Review

“Endgame”, Irish Repertory Theatre

Glenda Frank in New York
28 March 2023

 

Like Shakespeare, Chekhov and Miller, Nobel Prize winner Samuel Beckett wrote plays that are continually produced, and with each new opening, you many wonder, why another? For me the lure of the current production of Endgame at the off-Broadway Irish Repertory Theatre on West 22nd Street was Bill Irwin, the brilliant New Vaudevillian who enriches even his dramatic roles with an off-beat comic edge. “Nothing is funnier than unhappiness,” the character Nell observes. Now extended through April 16, this Endgame is bizarre, droll – and remarkably poignant. Director Ciarán O’Reilly, co-founder and Producing Director of Irish Rep, imbues a dark tale with lucidity and comedic balance.

 

Patrice Johnson Chevannes and Joe Grifasi.
Photo credit: Carol Rosegg.

 

The world has come to an end. What may be the last ragtag survivors (Orla Long, costumes) share one room (set design by Charlie Corcoran). Outside one of the two small windows – so high Clov has to fetch a ladder to peer out – is a view of the ocean. Outside the other is land, a desert. Inside the room, centre stage is Hamm (John Douglas Thompson), a charismatic blind, wheelchair-bound lord of all he surveys, a miser and a bully. Clov (Irwin) waits on him hand and foot. Clov’s refuge is the kitchen downstairs (offstage) where he can quietly stare at the walls. Hamm’s parents live in rubbish bins.

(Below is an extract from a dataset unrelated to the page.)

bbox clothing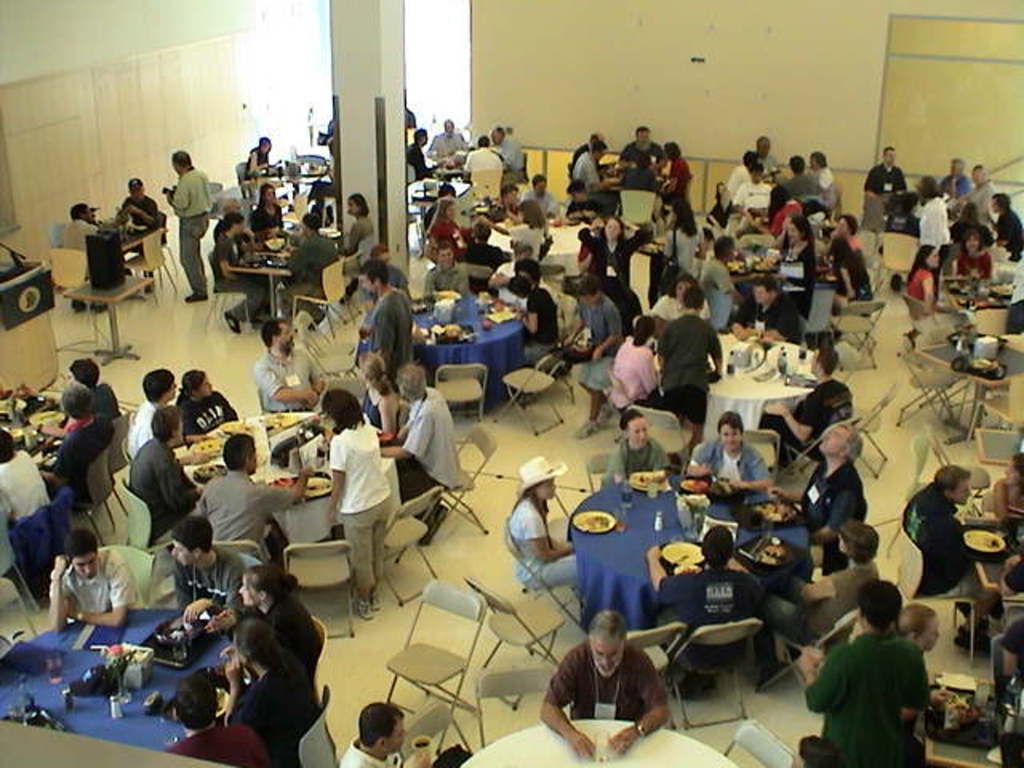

This does not sound like a comedy. It doesn’t even sound like fun, but it is. Irwin infuses the roles with his genial, off-beat wryness and impeccable timing. As he lugs that heavy ladder from the stairway to the kitchen to the window and back again, lugs it once more, and again, we admire him – actor and character. His hip hurts. He’s a little hunched, probably arthritic, but he goes on. And in Endgame, as in other Beckett plays, going on makes him a kind of hero.

 

 

Bill Irwin as Clov. Photo credit: Carol Rosegg.

 

For many people the comic highlight is Hamm’s pet, a black toy dog with three legs that Clov created. Hamm asks if it’s white.

“Nearly,” lies Clov.

“What do you mean, nearly? Is he white or isn’t he?”

“He isn’t.”

The dog cannot stand, but Clov holds him upright as Hamm reaches down to pet him. And we wonder, how will this end, this intimate exchange between two men?

Hamm slips into a fantasy. “Is he gazing at me?”

“Yes,” Clov says.

“As if he were asking me to take him for a walk?”

“If you like.”

“Or as if he were begging me for a bone? Leave him like that, standing there imploring me.”

“I’ll leave you,” Clov says.

The dramatic tension is masked in the comic absurdity of a non sequitur.  Nothing Clov does elicits affection. Hamm, who summons his surrogate son with a dog whistle, is stuck in tyrant mode. Theatre of the Absurd plays on metaphor, with double and triple meaning. Hamm says he regrets rejecting the widow when she came to beg for oil for her lamp. “You know what she died of, Mother Pegg?” Clov asks. “Of darkness!”

This is the finest production of the play I’ve seen. Under O’Reilly’s direction, each character brings us a new perspective and longing. The casting (and miscasting) is brilliant. With his magnificent voice and Shakespearean delivery, John Douglas Thompson – his eyes covered by rags, immobilized in his wheelchair – is magnetic. Like Clov, we are drawn to his Hamm and recognize him – sometimes at once – as tragic hero and as villain. Patrice Johnson Chevannes seems too young, too vital to play Nell, Hamm’s mother. But it works. We understand why Nagg’s (Joe Grifasi) deepest wish is to kiss her. They try, but their rubbish bins are too far apart. When she dies, we experience the absence. But Grifasi, a seasoned character actor, keeps it going. The redundant lovers signal the deepest loss.

Clov’s final choice expresses his need for affection. The boy he sees through the window may be a delusion. “Have you had your visions?” Hamm asks. The boy is hope for a different future. Still Irwin’s Clov lingers, determined to leave but not able to pull himself away.

Beckett was born in Ireland, lived in Paris and wrote much of his work in French. Endgame, the author’s favourite play, premiered in French as Fin de Partie at the Royal Court Theatre, London, in 1957.  The Cherry Lane Theater in New York produced the first English language production in 1958. Irish Repertory Theatre’s acclaimed production was directed by co-founder Charlotte Moore in 2005. Like Henry David Thoreau, Beckett wanted to strip life clean of all the amenities, all the frills, even of many necessities to see if he could learn what it had to teach. What keeps us going on in the face of personal and/or global annihilation?  In Waiting for Godot, Beckett’s answer is friendship, the bromance between two aging tramps. In Endgame, the sustaining values are more complicated. Family. Affection. Generosity.